• SQLkiwi (5/13/2011)


    Tom.Thomson (5/13/2011)


    (1) New Zealanders (or at least one of then) don't use the position in the clause of "only" to distinguish the three possible meanings that the combination of "only" with "may" can express in the same way the most British people do...

    I can't speak for all four million of us, but I had to choose between two interpretations:

    "Pages in extents may be assigned to only one object"

    1) "Pages in extents might (all) be assigned to a single object" (an observation)

    or...if we are used to reading technical specifications and the like, perhaps as:

    2) "You can only assign pages from an extent to the same single object" (an instruction).

    Yes, I had the same two to choose between but because "only" came where it did I decided it probably didn't exclude the multiple objects case (but if only had come immediately before "to" I would have decided it was intended to exclude that case). And other positions of only (immediately before "be" or after "object" or before "pages" would indicate more or less probability that the exclusive meaning was intended or point to a third meaning which in this context makes no sense. I suspect this effect of word order is either weaker in NZ or altogether different there.

    It is very hard to write things that mean the same to everybody, and it is also a very neglected skill (and I'm not much good at it - often when I remember to try I get horribly verbose).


- **Work request**: Exactly as they stand, write out all of the entries again.

Start of Information supplied

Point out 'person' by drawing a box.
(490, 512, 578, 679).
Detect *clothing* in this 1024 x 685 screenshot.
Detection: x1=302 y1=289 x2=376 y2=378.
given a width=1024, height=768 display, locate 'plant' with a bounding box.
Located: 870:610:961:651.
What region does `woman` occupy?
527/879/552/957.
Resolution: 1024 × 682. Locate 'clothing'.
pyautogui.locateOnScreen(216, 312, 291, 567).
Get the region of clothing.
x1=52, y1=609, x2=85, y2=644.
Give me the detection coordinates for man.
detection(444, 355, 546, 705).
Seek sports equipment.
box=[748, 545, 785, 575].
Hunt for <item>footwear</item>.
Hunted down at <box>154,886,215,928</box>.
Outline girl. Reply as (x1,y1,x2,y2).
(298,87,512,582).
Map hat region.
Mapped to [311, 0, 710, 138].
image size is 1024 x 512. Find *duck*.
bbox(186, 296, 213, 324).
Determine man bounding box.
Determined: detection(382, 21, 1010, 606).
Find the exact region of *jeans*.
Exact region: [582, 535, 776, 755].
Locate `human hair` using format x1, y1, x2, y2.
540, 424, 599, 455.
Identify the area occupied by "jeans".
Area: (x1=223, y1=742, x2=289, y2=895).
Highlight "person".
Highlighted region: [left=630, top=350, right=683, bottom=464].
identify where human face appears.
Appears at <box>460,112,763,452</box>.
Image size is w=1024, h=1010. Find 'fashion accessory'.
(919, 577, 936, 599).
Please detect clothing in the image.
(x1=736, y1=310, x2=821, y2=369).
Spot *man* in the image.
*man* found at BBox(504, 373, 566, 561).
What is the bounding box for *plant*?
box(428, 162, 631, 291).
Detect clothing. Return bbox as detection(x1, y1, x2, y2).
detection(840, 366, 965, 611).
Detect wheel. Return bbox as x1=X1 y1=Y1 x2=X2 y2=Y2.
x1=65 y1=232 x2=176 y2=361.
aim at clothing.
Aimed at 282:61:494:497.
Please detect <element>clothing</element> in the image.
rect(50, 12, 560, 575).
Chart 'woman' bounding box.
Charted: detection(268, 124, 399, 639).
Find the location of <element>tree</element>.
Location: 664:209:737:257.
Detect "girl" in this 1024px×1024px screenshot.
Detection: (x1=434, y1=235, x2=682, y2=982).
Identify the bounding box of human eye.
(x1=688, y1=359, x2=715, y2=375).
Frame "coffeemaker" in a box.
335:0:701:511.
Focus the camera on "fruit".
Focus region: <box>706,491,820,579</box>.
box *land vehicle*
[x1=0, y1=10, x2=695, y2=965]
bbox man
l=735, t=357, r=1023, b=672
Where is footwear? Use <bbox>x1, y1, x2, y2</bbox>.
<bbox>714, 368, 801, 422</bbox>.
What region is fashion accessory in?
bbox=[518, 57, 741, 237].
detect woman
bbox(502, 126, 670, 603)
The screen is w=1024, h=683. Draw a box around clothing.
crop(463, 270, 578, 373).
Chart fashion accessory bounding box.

End of Information supplied

- **Solution to this task**:
Point out 'person' by drawing a box.
(490, 512, 578, 679).
Detect *clothing* in this 1024 x 685 screenshot.
Detection: x1=302 y1=289 x2=376 y2=378.
given a width=1024, height=768 display, locate 'plant' with a bounding box.
Located: 870:610:961:651.
What region does `woman` occupy?
527/879/552/957.
Resolution: 1024 × 682. Locate 'clothing'.
pyautogui.locateOnScreen(216, 312, 291, 567).
Get the region of clothing.
x1=52, y1=609, x2=85, y2=644.
Give me the detection coordinates for man.
detection(444, 355, 546, 705).
Seek sports equipment.
box=[748, 545, 785, 575].
Hunt for <item>footwear</item>.
Hunted down at <box>154,886,215,928</box>.
Outline girl. Reply as (x1,y1,x2,y2).
(298,87,512,582).
Map hat region.
Mapped to [311, 0, 710, 138].
image size is 1024 x 512. Find *duck*.
bbox(186, 296, 213, 324).
Determine man bounding box.
Determined: detection(382, 21, 1010, 606).
Find the exact region of *jeans*.
Exact region: [582, 535, 776, 755].
Locate `human hair` using format x1, y1, x2, y2.
540, 424, 599, 455.
Identify the area occupied by "jeans".
Area: (x1=223, y1=742, x2=289, y2=895).
Highlight "person".
Highlighted region: [left=630, top=350, right=683, bottom=464].
identify where human face appears.
Appears at <box>460,112,763,452</box>.
Image size is w=1024, h=1010. Find 'fashion accessory'.
(919, 577, 936, 599).
Please detect clothing in the image.
(x1=736, y1=310, x2=821, y2=369).
Spot *man* in the image.
*man* found at BBox(504, 373, 566, 561).
What is the bounding box for *plant*?
box(428, 162, 631, 291).
Detect clothing. Return bbox as detection(x1, y1, x2, y2).
detection(840, 366, 965, 611).
Detect wheel. Return bbox as x1=X1 y1=Y1 x2=X2 y2=Y2.
x1=65 y1=232 x2=176 y2=361.
aim at clothing.
Aimed at 282:61:494:497.
Please detect <element>clothing</element> in the image.
rect(50, 12, 560, 575).
Chart 'woman' bounding box.
Charted: detection(268, 124, 399, 639).
Find the location of <element>tree</element>.
Location: 664:209:737:257.
Detect "girl" in this 1024px×1024px screenshot.
Detection: (x1=434, y1=235, x2=682, y2=982).
Identify the bounding box of human eye.
(x1=688, y1=359, x2=715, y2=375).
Frame "coffeemaker" in a box.
335:0:701:511.
Focus the camera on "fruit".
Focus region: <box>706,491,820,579</box>.
box *land vehicle*
[x1=0, y1=10, x2=695, y2=965]
bbox man
l=735, t=357, r=1023, b=672
Where is footwear? Use <bbox>x1, y1, x2, y2</bbox>.
<bbox>714, 368, 801, 422</bbox>.
What region is fashion accessory in?
bbox=[518, 57, 741, 237].
detect woman
bbox(502, 126, 670, 603)
The screen is w=1024, h=683. Draw a box around clothing.
crop(463, 270, 578, 373).
Chart fashion accessory bounding box.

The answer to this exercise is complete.